I think I could if I really set my mind to it. Last year I read 54.
Normal speed, I guess. Why?
That's because living off the state a person becomes marginalised but when working they meet a wider range of people which helps in character development.
If you are getting money from the state, it'll be hard to break the habit, but once you are earning real money, although it might not be much, you will be on the way to getting a life. If I'd been born into money I would have no qualms about not working, but the reality is that the vast majority of us have to work to provide for ourselves and it is right and proper that we do so. There used to be a 'song' by Elvis Presley that had the badly rhyming couplet ' It's Saturday night and I just got paid. Don't care about my money, don't try to save.' Well he would say that wouldn't he? Because his handlers wanted to encourage youngsters to go out and spend all their money on the rubbish they were pushing out. At least he was honest enough to say 'The business I'm in has nothing to do with music.' If it were true then, it's even truer today and I only mention it as an example of how there are people who simply live from one pay day to the next without thinking of the future.
With regard to E-readers, they appear to be the future and will probably replace paper books at some point this century and have obvious advantages over ordinary books. My own inclination is to stick with paper but I say good luck to those who go for the E format; especially as some of the classics are given free.
I'm sorry to read that you don't have a job; especially at this moment when the unemployment rate is still very high in the USA. It seems to vary in different parts of the country but I would say that getting paid employment is the first and most important step to getting a life. The second is to save regularly and never ever go into the red on your account and, when everyone else is buying, do the opposite and save. That's how I was able to stay unemployed for a year without stress during a bad patch .When I did get back to work, I stayed in the job for eleven years even though I disliked the district where I worked. During that time I saved a good deal again so that when I fell out with a man who took over the department I worked for, I was able to walk away from the job without undue qualms. Having money means that you don't have to take any nonsense from people no matter how senior they may be. In other words, it is the only thing that guarantees your independence.
Even today, I never go to a cashpoint without checking my balance before drawing money. It doesn't mean living like a hermit but that you spend what you have earned wisely rather than giving it to a lot of hucksters who want to sell you something that everyone else is buying. I have found it a good idea not to follow the herd, because thinking for oneself allows a person to see the wood and not just the trees. This doesn't mean that I haven't made mistakes. In one instance I was in a position to make a good deal of money with very little risk and I passed it up out of indolence but I still had enough money to do more or less what I wanted to because I didn't set my sights too high and lived within my means. On the other hand, had I followed my inclination and gone ahead with the deal, I would have been able to retire a lot earlier than I did and would now be living in the south of France, which in European terms is about as good as it gets.
As I have said earlier in this correspondence, personal experience is always better than that received through literature; which by it's nature is second-hand and may not relate to what you have experienced or want to experience yourself. There are people who have never read a book but have done things equal to anything that one might read in novels. Sitting in an armchair surrounded by thousands of books is an artificial substitute for life itself even though we may have enjoyed what they contain. None of the writers that might be able to help you could do so without having experienced life above and beyond the ability to put it into writing. Writers can make the mundane interesting by their skill in presentation but that doesn't mean that their readers should accept it as a substitute for their own lives.
You could be right, I really don't know as I haven't counted them, there is also the fact that I have re read some of them a number of times. In the long run it doesn't matter how many books someone reads, so much as what they have read. The main concerns are whether one has enjoyed them and whether anything has been learned from them.
I don't know exactly but I suppose it would be several hundred. I don't read much these days as I have other things to do but if something is of particular interest I will find time for it. Modern writers don't interest me and one of the useful things about this forum is that I can get some idea of what's being written nowadays and thus avoid wasting time on books that don't seem to me to be worth reading.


• **Activity**: Run through the records and show each line that includes the string "Open".

Records from a dataset
—————
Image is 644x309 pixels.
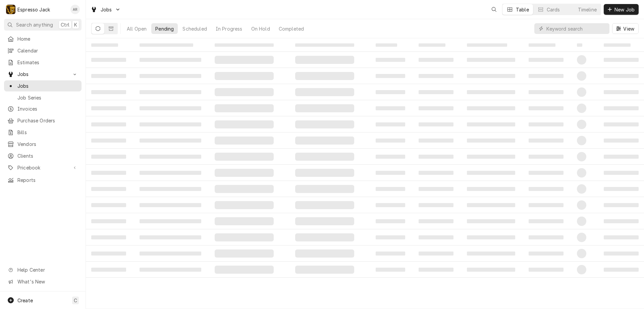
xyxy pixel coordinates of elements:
[604,154,639,159] span: ‌
[419,251,454,256] span: ‌
[17,117,78,124] span: Purchase Orders
[91,154,126,159] span: ‌
[215,88,274,96] span: ‌
[577,152,586,161] span: ‌
[295,88,354,96] span: ‌
[529,251,564,256] span: ‌
[376,90,405,94] span: ‌
[74,21,77,28] span: K
[604,267,639,272] span: ‌
[4,69,82,80] a: Go to Jobs
[529,74,564,78] span: ‌
[4,264,82,275] a: Go to Help Center
[489,4,499,15] button: Open search
[419,235,454,239] span: ‌
[529,123,564,126] span: ‌
[91,123,126,126] span: ‌
[140,58,201,62] span: ‌
[419,90,454,94] span: ‌
[6,5,16,14] div: Espresso Jack's Avatar
[419,139,454,143] span: ‌
[91,90,126,94] span: ‌
[17,140,78,148] span: Vendors
[91,43,118,47] span: ‌
[467,170,515,175] span: ‌
[91,251,126,256] span: ‌
[376,219,405,223] span: ‌
[529,106,564,110] span: ‌
[4,19,82,31] button: Search anythingCtrlK
[467,187,515,191] span: ‌
[295,169,354,177] span: ‌
[61,21,69,28] span: Ctrl
[529,235,564,239] span: ‌
[376,154,405,159] span: ‌
[70,5,80,14] div: Allan Ross's Avatar
[376,123,405,126] span: ‌
[612,23,639,34] button: View
[4,57,82,68] a: Estimates
[127,25,147,32] div: All Open
[577,216,586,226] span: ‌
[419,187,454,191] span: ‌
[70,5,80,14] div: AR
[419,74,454,78] span: ‌
[376,74,405,78] span: ‌
[140,203,201,207] span: ‌
[295,201,354,209] span: ‌
[101,6,112,13] span: Jobs
[17,129,78,136] span: Bills
[604,106,639,110] span: ‌
[215,136,274,144] span: ‌
[516,6,529,13] div: Table
[140,267,201,272] span: ‌
[376,58,405,62] span: ‌
[577,120,586,129] span: ‌
[4,92,82,103] a: Job Series
[215,56,274,64] span: ‌
[4,80,82,91] a: Jobs
[419,43,445,47] span: ‌
[4,115,82,126] a: Purchase Orders
[91,235,126,239] span: ‌
[577,233,586,242] span: ‌
[17,94,78,101] span: Job Series
[16,21,53,28] span: Search anything
[547,6,560,13] div: Cards
[376,106,405,110] span: ‌
[91,203,126,207] span: ‌
[91,170,126,175] span: ‌
[529,139,564,143] span: ‌
[140,187,201,191] span: ‌
[467,235,515,239] span: ‌
[376,170,405,175] span: ‌
[140,170,201,175] span: ‌
[140,74,201,78] span: ‌
[215,217,274,225] span: ‌
[577,249,586,258] span: ‌
[4,162,82,173] a: Go to Pricebook
[140,90,201,94] span: ‌
[4,33,82,44] a: Home
[91,106,126,110] span: ‌
[155,25,174,32] div: Pending
[17,278,78,285] span: What's New
[529,154,564,159] span: ‌
[215,185,274,193] span: ‌
[419,170,454,175] span: ‌
[17,35,78,43] span: Home
[529,187,564,191] span: ‌
[604,251,639,256] span: ‌
[17,105,78,112] span: Invoices
[604,43,631,47] span: ‌
[215,72,274,80] span: ‌
[295,56,354,64] span: ‌
[88,4,123,15] a: Go to Jobs
[295,266,354,273] span: ‌
[467,219,515,223] span: ‌
[295,72,354,80] span: ‌
[140,251,201,256] span: ‌
[577,87,586,97] span: ‌
[467,139,515,143] span: ‌
[577,136,586,145] span: ‌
—————
• **Exercise answer**:
[489,4,499,15] button: Open search
[127,25,147,32] div: All Open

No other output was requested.